NASA's Terra satellite captured an image of Typhoon Fengshen after its eye opened as Fengshen had strengthened from a tropical storm to a typhoon and developed an eye.
On Nov. 15, the Moderate Resolution Imaging Spectroradiometer or MODIS instrument that flies aboard NASA's Terra satellite provided a visible image of Fengshen. The MODIS image showed the cyclone was producing a large area of deep convection and strong thunderstorms around the visible eye. MODIS imagery showed the eye is about 10 nautical miles in diameter. Bands of thunderstorms were wrapping into the eye.
At 5 a.m. EDT (0900 UTC), the center of Typhoon Fengshen was located near latitude 21.6 degrees north and longitude 142.3 degrees east. That is about 227 nautical miles south-southeast of Iwo To Island, Japan. Fengshen has tracked to the north-northwest. Maximum sustained winds were near 110 knots (127 mph/204 kph).

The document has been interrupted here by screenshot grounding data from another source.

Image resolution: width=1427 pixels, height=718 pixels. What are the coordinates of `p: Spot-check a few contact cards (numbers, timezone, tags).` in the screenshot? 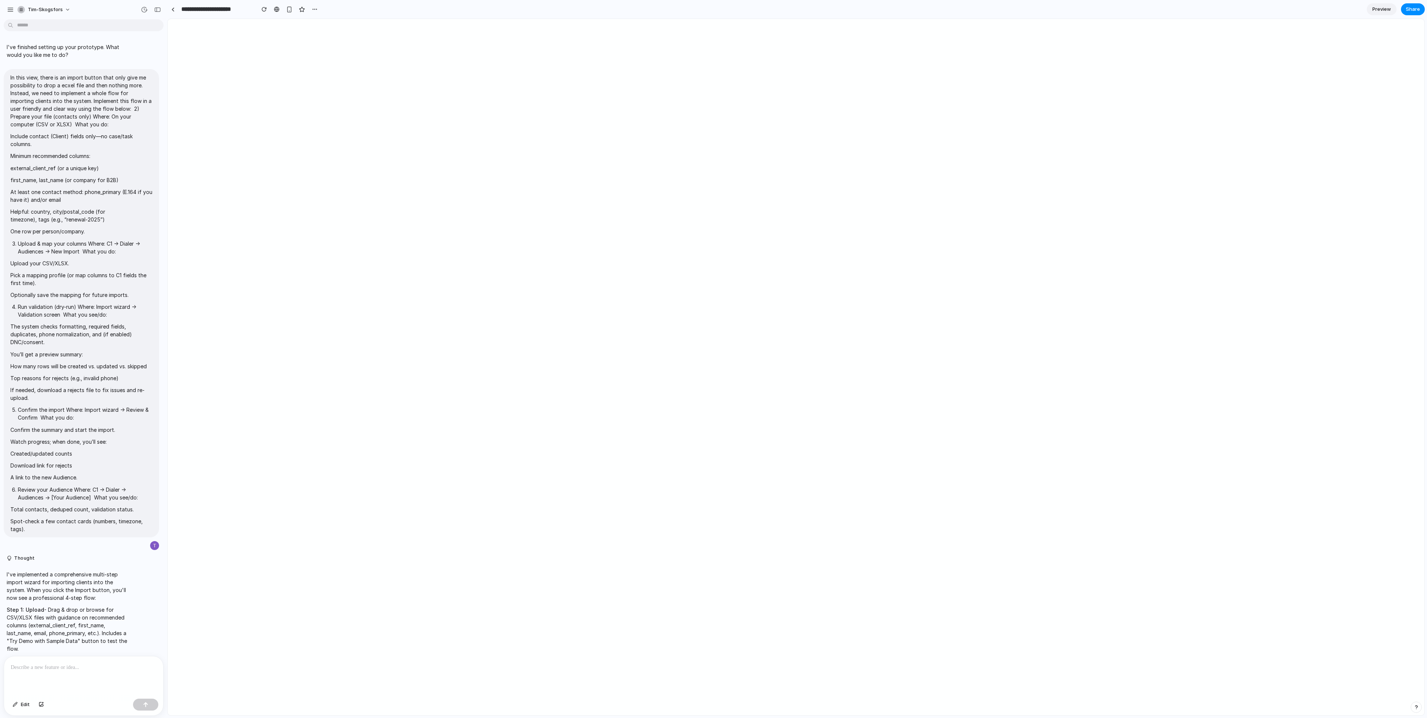 It's located at (81, 525).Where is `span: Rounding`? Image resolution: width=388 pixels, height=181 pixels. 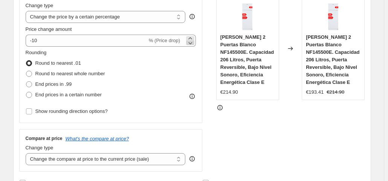 span: Rounding is located at coordinates (36, 52).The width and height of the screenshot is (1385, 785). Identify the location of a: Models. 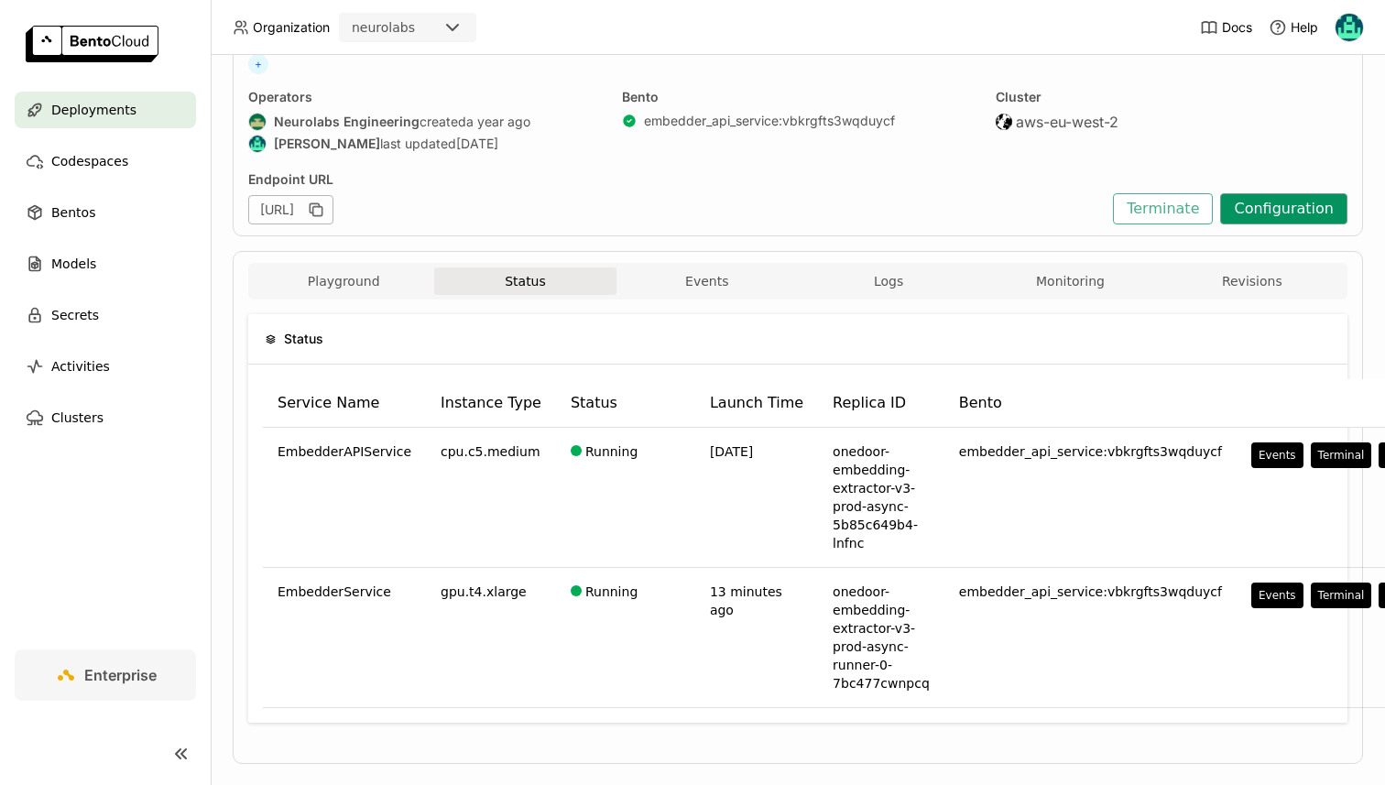
(105, 264).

The Joint Typhoon Warning Center expects slight strengthening over the day on Nov. 15 before a weakening trend begins. The storm is expected to make a loop over the next five days and head toward the northwest by Nov. 19, passing to the northeast of Iwo To.
NASA's Terra satellite is one in a fleet of NASA satellites that provide data for hurricane research.
Hurricanes are the most powerful weather event on Earth. NASA's expertise in space and scientific exploration contributes to essential services provided to the American people by other federal agencies, such as hurricane weather forecasting.